Please Excuse Me For Being Antisocial by Roddy Ricch (listen)

Please Excuse Me For Being Antisocial by Roddy Ricch




EDITORS’ NOTES

“You got to understand that at this point, I’m only two mixtapes out,” Roddy Ricch tells Apple Music. “Y'all just now beginning to see me and we gon' grow together.” The speed with which Roddy Ricch has made his name as one of the most important voices in LA rap is nearly unprecedented, but the specific leaps aren’t difficult to trace. His breakout tape Feed Tha Streets II—only the second one he made—features London On Da Track-produced “Die Young,” the song that gave him his first influx of attention. He’d follow that up by supplying fallen LA hero and friend Nipsey Hussle with an earworm of a chorus for “Racks in the Middle.” And then came “Ballin',” the runaway smash from Mustard’s Perfect Ten album that sent Ricch well on his way to becoming a household name.
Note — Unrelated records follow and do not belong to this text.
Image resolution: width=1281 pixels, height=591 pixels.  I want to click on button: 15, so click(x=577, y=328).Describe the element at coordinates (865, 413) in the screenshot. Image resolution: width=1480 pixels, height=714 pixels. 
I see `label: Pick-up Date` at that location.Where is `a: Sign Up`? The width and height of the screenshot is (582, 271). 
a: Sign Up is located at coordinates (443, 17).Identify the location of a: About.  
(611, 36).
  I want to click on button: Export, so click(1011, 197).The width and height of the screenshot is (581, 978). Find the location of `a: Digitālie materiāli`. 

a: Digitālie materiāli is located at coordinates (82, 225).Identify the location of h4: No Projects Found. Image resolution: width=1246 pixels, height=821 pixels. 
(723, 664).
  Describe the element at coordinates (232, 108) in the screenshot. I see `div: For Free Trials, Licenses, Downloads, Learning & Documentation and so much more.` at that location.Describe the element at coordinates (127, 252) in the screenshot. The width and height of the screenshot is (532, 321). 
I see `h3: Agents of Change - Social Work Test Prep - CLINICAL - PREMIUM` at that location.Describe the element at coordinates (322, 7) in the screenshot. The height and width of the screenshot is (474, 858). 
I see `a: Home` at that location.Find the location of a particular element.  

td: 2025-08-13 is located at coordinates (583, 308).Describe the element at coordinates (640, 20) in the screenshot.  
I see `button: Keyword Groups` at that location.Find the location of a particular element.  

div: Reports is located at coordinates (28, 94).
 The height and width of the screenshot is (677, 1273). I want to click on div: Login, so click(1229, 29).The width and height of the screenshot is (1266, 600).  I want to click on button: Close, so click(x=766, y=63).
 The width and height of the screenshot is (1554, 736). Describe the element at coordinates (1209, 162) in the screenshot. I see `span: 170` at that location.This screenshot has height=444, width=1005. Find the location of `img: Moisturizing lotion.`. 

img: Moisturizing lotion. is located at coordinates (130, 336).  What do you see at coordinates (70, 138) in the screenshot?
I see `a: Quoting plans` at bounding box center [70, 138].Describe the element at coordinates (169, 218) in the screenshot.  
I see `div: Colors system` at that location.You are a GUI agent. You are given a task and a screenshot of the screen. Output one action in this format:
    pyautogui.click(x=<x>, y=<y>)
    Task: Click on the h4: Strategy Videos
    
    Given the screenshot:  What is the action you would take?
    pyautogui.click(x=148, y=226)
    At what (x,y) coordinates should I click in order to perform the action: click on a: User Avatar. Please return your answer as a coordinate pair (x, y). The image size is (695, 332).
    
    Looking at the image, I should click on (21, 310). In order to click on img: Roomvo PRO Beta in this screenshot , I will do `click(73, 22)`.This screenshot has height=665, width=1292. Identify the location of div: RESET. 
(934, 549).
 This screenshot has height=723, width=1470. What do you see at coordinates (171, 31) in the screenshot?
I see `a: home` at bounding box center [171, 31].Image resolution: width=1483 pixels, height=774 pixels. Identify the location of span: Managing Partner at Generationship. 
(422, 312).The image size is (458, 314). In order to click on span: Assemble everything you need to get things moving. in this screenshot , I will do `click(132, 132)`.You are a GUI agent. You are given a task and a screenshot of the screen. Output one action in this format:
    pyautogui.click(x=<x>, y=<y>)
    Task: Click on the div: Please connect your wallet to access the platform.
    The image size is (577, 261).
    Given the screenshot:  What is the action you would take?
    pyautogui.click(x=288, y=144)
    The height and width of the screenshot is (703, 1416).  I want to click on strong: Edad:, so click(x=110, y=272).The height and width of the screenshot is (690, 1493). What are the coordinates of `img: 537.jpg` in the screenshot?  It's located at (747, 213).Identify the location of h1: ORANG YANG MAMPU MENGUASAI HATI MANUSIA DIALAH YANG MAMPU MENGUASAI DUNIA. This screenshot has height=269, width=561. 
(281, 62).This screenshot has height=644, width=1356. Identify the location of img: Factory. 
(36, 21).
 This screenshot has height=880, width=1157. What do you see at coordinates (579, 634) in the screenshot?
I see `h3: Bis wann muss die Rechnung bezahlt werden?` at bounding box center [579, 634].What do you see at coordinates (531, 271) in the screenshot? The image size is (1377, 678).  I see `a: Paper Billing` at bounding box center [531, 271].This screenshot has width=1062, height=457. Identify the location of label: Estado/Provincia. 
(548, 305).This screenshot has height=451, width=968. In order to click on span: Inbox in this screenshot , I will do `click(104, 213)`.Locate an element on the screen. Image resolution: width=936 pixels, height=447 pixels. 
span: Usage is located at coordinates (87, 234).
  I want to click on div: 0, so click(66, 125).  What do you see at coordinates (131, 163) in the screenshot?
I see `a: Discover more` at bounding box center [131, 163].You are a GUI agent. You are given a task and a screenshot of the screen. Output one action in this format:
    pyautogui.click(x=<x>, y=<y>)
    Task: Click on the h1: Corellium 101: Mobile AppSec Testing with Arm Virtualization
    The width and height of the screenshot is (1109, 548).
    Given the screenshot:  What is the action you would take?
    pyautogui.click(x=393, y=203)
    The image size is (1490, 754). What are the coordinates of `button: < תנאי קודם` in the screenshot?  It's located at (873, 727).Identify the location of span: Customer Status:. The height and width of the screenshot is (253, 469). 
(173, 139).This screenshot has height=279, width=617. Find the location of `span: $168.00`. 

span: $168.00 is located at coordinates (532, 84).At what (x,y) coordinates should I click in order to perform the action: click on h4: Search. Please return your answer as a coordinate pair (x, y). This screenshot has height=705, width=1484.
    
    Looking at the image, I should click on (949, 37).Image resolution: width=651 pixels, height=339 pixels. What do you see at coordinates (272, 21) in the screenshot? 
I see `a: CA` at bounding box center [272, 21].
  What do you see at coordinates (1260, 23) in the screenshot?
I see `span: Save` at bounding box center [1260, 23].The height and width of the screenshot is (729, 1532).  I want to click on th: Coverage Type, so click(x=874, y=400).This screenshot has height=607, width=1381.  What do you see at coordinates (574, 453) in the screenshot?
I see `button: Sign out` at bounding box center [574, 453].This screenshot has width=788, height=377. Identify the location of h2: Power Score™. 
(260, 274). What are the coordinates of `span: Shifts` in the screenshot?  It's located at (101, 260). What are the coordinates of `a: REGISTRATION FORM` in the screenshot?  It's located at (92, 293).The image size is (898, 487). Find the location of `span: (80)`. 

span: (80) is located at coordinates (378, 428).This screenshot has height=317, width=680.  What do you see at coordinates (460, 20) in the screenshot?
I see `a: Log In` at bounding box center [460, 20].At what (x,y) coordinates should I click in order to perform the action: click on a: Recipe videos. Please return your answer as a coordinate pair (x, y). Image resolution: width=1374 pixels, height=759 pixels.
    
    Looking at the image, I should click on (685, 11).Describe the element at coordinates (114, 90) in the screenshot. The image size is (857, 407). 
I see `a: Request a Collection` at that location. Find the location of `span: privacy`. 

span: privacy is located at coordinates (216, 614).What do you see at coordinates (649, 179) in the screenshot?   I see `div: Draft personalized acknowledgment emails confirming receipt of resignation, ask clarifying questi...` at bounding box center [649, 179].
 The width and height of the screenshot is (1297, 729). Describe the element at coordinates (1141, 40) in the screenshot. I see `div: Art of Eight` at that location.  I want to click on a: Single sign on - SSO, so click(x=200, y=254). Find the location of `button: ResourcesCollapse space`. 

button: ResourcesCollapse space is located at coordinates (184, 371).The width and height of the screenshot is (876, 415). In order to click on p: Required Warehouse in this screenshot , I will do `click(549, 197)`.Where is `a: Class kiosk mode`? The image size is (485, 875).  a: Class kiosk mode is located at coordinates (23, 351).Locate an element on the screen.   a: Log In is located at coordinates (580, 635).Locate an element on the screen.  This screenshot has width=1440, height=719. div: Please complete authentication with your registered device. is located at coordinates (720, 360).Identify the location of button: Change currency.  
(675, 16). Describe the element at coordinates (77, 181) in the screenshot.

Whatever's next for the Compton MC will likely come from his debut album, Please Excuse Me for Being Antisocial, a project that features continued ruminations on success (“Perfect Time”), dalliances with spirituality (“Prayers to the Trap God”), and a fiery recounting of how far he's come as an artist and a human being (“Intro”). According to Ricch, it's the result of years of reflection both in and out of the studio. “I feel like progress really just comes from within,” he says. “Coming out of the streets, being a millionaire, and just knowing the different struggles that are in different people—you'll feel the progress because I'm progressing. This ain't me trying to rap, it's just me just talking to you.” Below, Ricch details some of the factors that helped him toward the project's completion.